Calling for transdisciplinary efforts to develop a multiscale crop modelling framework for assessing climate change adaptation

Global crop production is increasingly threatened by climate change events, and human interventions are widely considered to be essential for minimising such a threat. One of such interventions is improved adaptation strategies, e.g. breeding for crop genotypes (G) that can better adapt to future environmental conditions (E) when combined with proper genotype-specific crop management options (M). Crop modelling has long been touted as a most effective tool to guide the design of this adaptation strategy. Although this G x E x M modelling was already proposed some 20 years ago by scientists of our Centre, crop models have hardly been proven successful in supporting such strategies. Part of the reasons was the fact that adapting crop production systems to climate change was considered to be a typical domain of studies at a higher aggregation level, where understanding biological details for crop response to climate change variables is believed to be irrelevant.

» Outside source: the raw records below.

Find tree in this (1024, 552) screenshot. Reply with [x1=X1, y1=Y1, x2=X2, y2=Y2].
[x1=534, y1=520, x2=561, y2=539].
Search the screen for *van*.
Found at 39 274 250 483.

However, G x E x M in the context of climate change is often subtle; if not properly quantified, inaccuracies occurred at individual scales would aggregate to result in a wrong projection of the impact at the systems level. For example, our Centre has identified that the modelled direction of interaction between elevated [CO2] and increased temperature by prevailing existing crop models was opposite to the direction as predicted by the underlying biochemistry. Such models would not be useful for designs to develop climate-smart crop genotypes. Meanwhile, adaptation of crop production to climate change should be treated along environmental sustainability, as the environmental footprint of crop production may change with adoption of different adaptation strategies over an extended time and space.

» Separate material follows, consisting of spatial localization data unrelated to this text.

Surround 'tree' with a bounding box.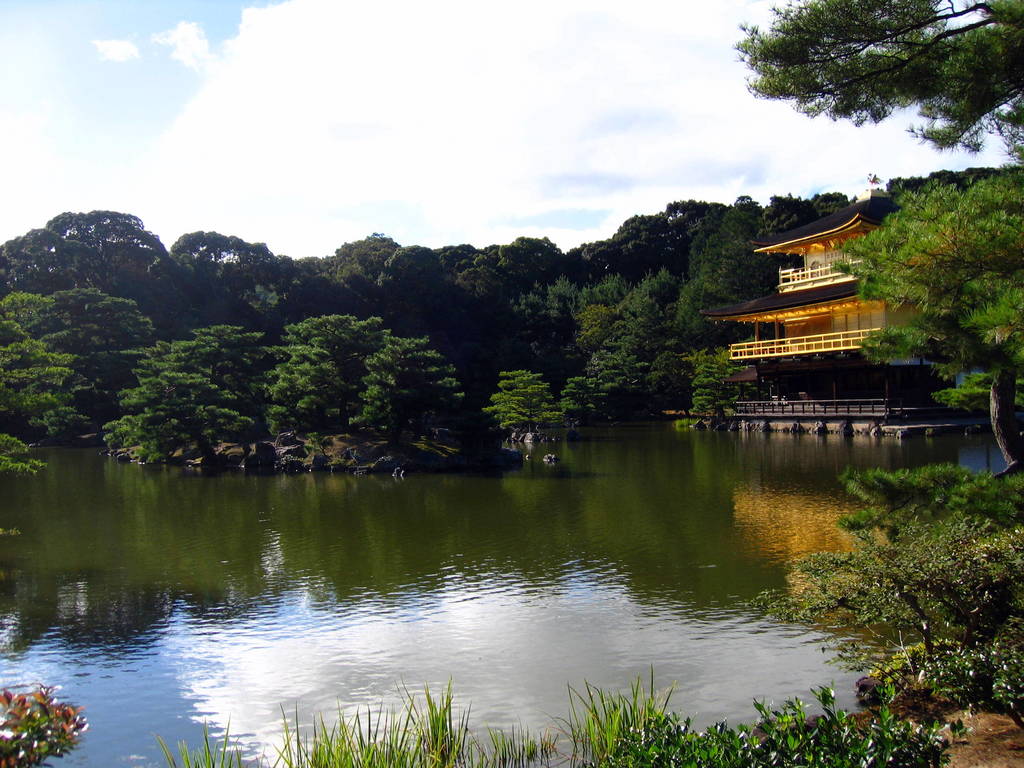
836, 464, 1023, 547.
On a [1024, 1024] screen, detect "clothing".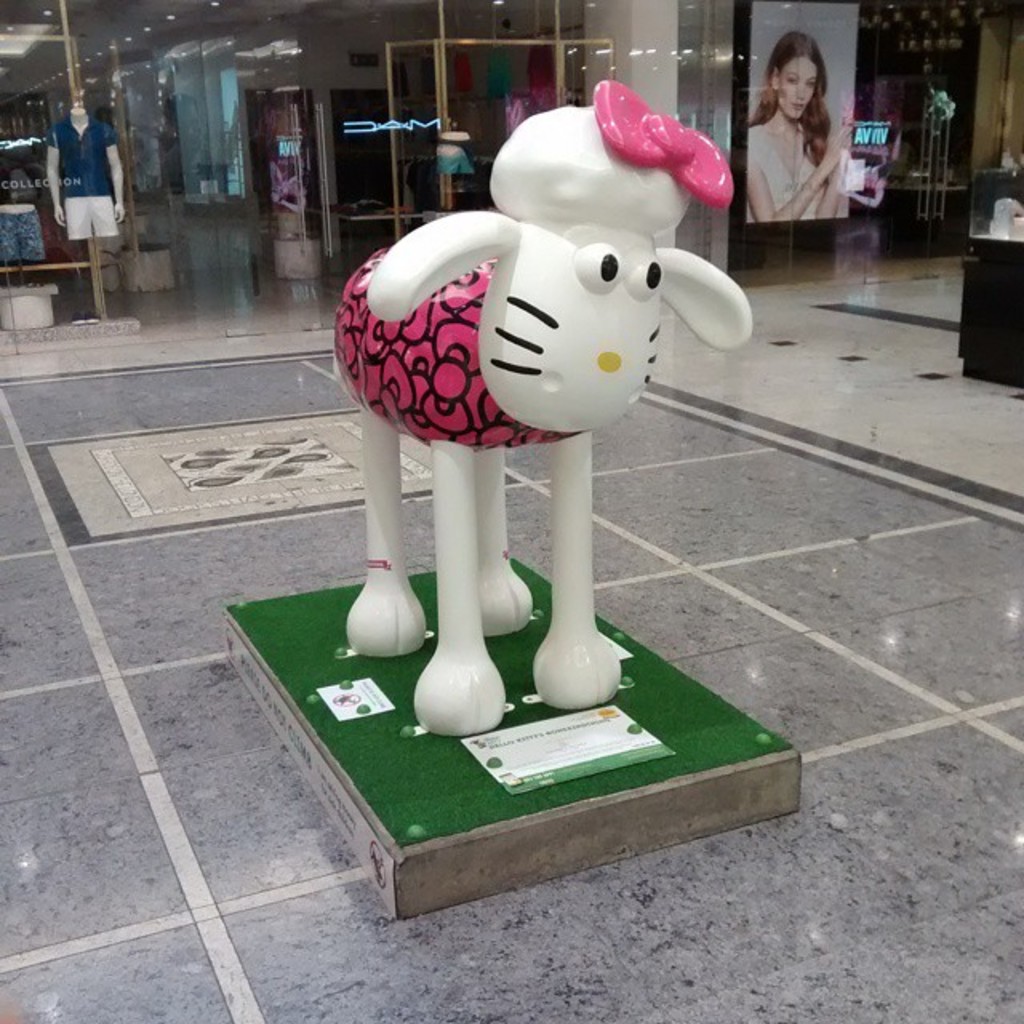
{"x1": 45, "y1": 115, "x2": 120, "y2": 240}.
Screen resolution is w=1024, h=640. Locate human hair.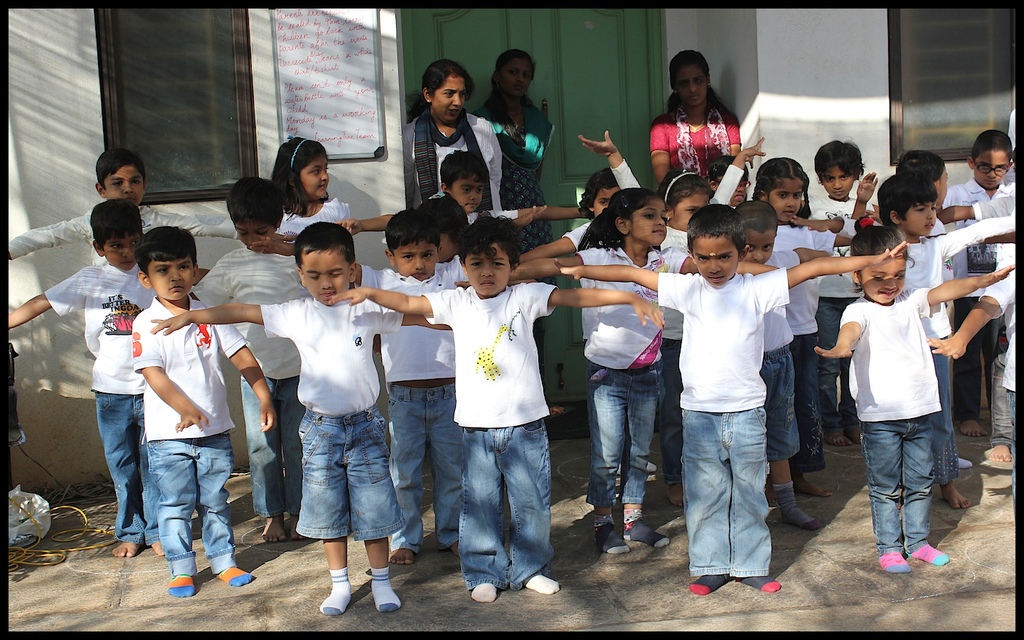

With these considerations in mind, a group of international scientists (including crop modellers, climate modellers, biologists, biogeochemists, breeders, and etc.) called for an international and transdisciplinary effort to develop a multiscale crop modelling framework for climate change adaptation assessment. This call is now published in Nature Plants.

Dr Xinyou Yin of our Centre contributed to this initiative, which was led by scientists of the University of Illinois at Urbana-Champaign, USA. While the proposed multiscale modelling framework may be controversial, it will surely promote broad collaborations among scientists across different communities for knowledge exchange, data sharing, open-source coding and community-based model development and benchmarking.